YOU wait ages for a regulator to come along and then three come along at once. At least that’s what could well happen in the aftermath of what I believe to have been a right Royal Charter screw-up.
With varying degrees of vehemence, national newspapers, regional newspapers and magazine publishers have said ‘no’ to the idea of Her Majesty’s Press Regulator (I know, I’m being sarcastic).
If you’ll indulge a brief digression, it reminds me of a short-lived but very funny TV series called Hot Metal. It was to newspapers what Drop The Dead Donkey was to TV news. In it, the experienced, but disreputable, chief reporter, called Greg Kettle, used to barge through officials waving a Press card and shouting, “Her Majesty’s Press!”
However, back to reality – unfortunately.
First, the publishers of The Sun, Daily Mail and Daily Telegraph are reported taking legal advice over the ‘Royal Regulator’ and its powers. Then, the Telegraph deputy editor, Benedict Brogan, writes about “quietly but firmly” declining to take part.
Fraser Nelson and Ian Hislop – the editors of The Spectator and Private Eye – are both quoted as none too enamoured, either.
The Economist and New Statesman appear to hold a similar view.
None of the new regulators are likely to be Scottish. The Scottish Parliament might get round to debating the McCluskey Report this month. The lack of a headlong rush to debate it supports a growing general view that its recommendations will be ignored.
In theory, multiple regulators are allowed under the Royal Charter as long as they are approved by the Recognition Panel. However, the regulators will have to be funded by the publishers they regulate.
Splitting the industry into three will mean the regulators will not be financially viable. Even the comparatively cheap Press Complaints Commission that we have grown to loathe costs around £2 million a year.
On top of this, regulators will be approved only if they are ‘Leveson-compliant’, which includes the ability to impose fines, order the size and position of corrections, and provide free arbitration.
The alternative is to risk exemplary damages in England and Wales in actions for defamation and breach of privacy. As most publishers have an English base, there is nothing to stop Scots suing in England.
This would force publishers, especially of local and regional papers, to be extremely cautious in the stories they cover.
The only hope is to have exemplary damages declared to be a breach of Article 10 of the European Convention on Human Rights, the right to free expression. It would, of course, be ironic for newspapers which have consistently attacked the European Court of Human Rights to ask it to judge in their favour.
If it were to do so, the carrot-and-stick approach that Lord Leveson hoped would make newspapers toe the line would fail.
That leaves the prospect of multiple regulators. Perhaps in the spirit of other policies of this government, they should let the market decide. If competition is supposed to work for the health service and railways, could it apply also to the regulators?
As the old joke used to have it: “Why is there only one Monopolies Commission?”
Now, of course, it’s called the Competition Commission – but naming it so doesn’t make it competitive. And calling something an approved regulator doesn’t automatically make it work.
Francis Shennan is director of MediaFaculty.com and Visiting Lecturer in journalism and law at Westminster, Stirling and Strathclyde Universities.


Task objective:
Nothing in the copy should be a picture; everything else in the listing is to be restated exactly.

Data shown:
========================================================================
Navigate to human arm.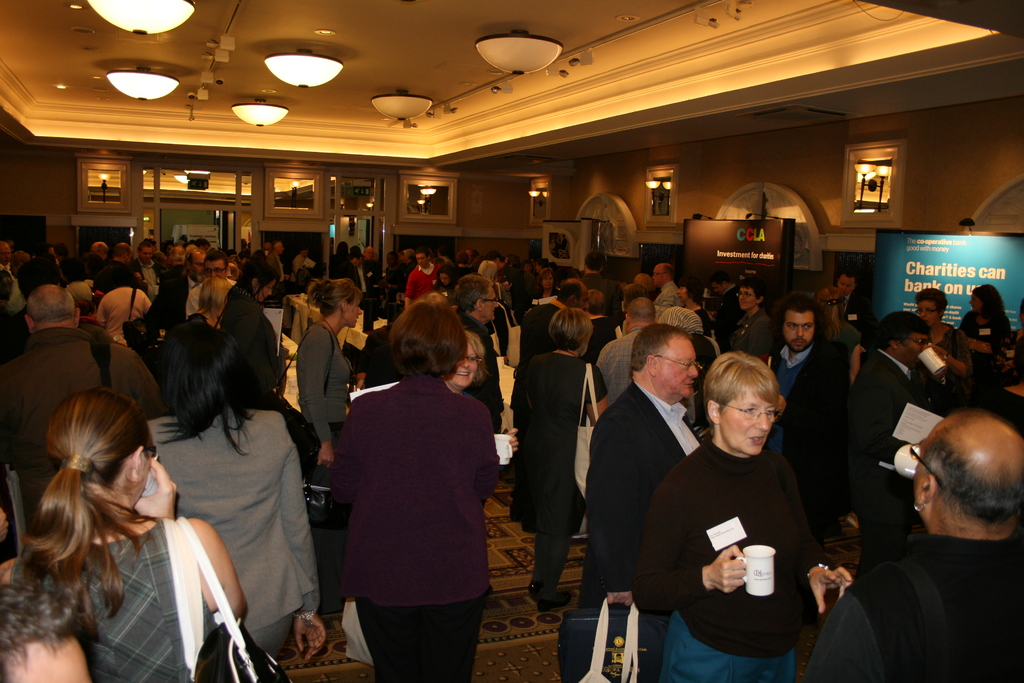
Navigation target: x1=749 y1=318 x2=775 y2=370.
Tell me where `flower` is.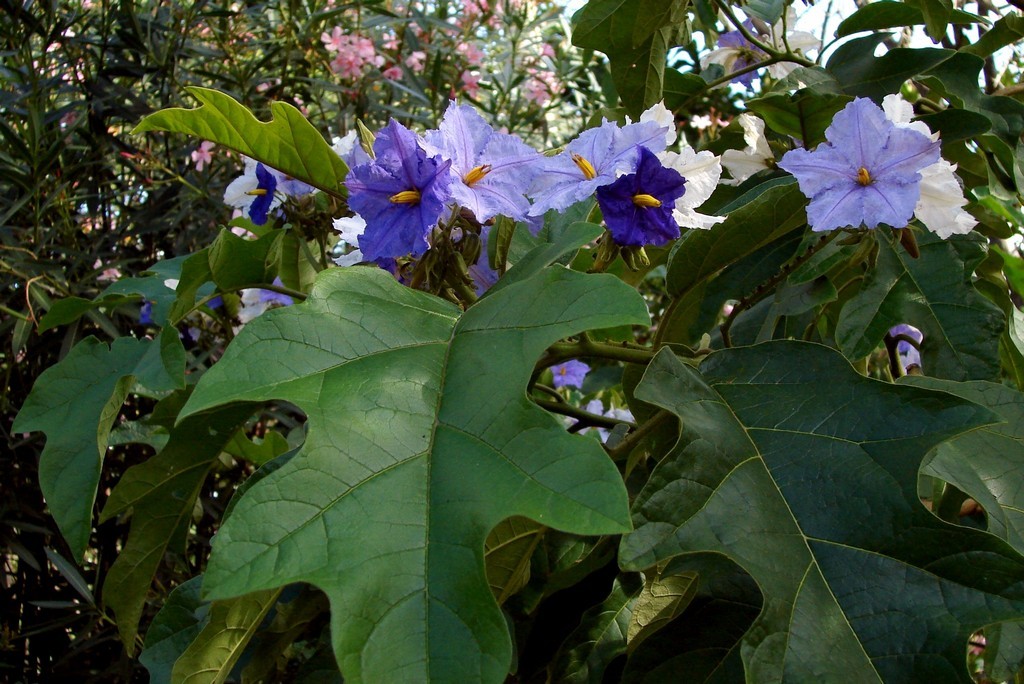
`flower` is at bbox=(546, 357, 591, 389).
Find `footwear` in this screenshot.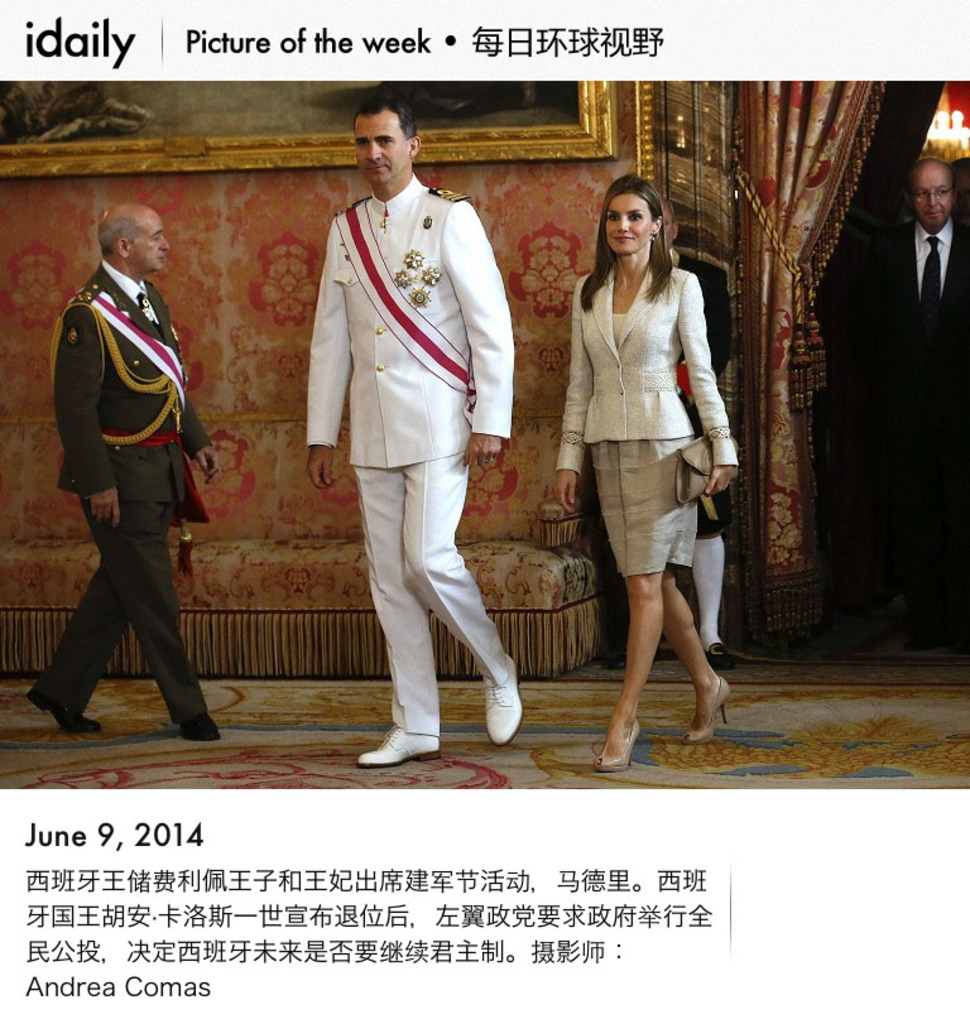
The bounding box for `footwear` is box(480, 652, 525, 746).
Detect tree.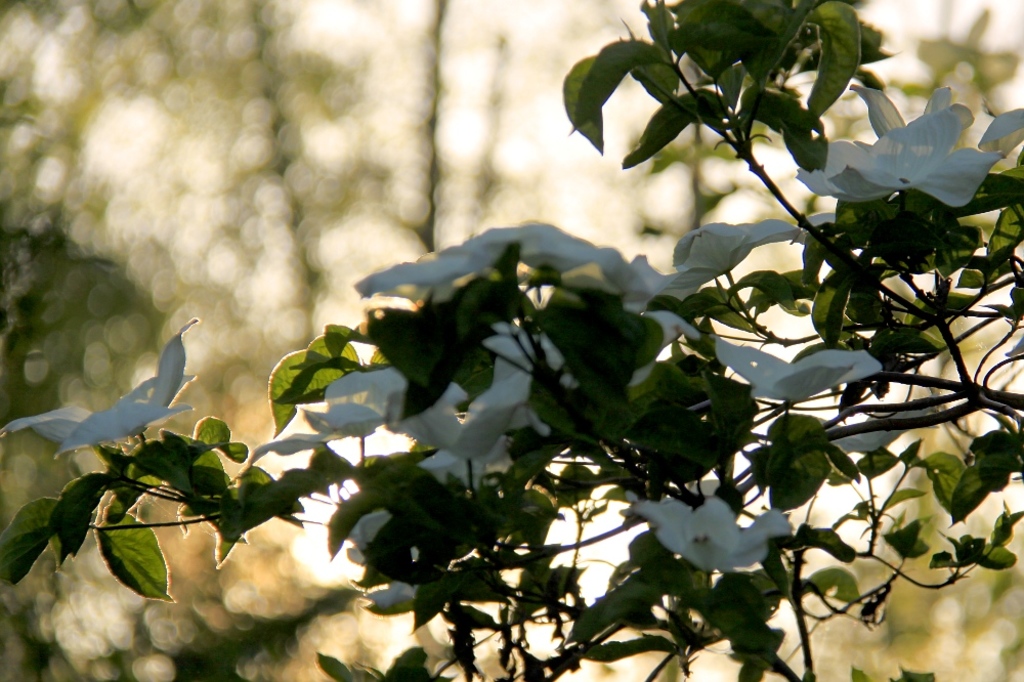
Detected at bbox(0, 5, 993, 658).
========================================================================
Finished task:
Navigate to human arm.
Navigation target: x1=749 y1=318 x2=775 y2=370.
Tell me where `flower` is.
`flower` is at bbox=(546, 357, 591, 389).
Find `footwear` in this screenshot.
The bounding box for `footwear` is box(480, 652, 525, 746).
Detect tree.
Detected at bbox(0, 5, 993, 658).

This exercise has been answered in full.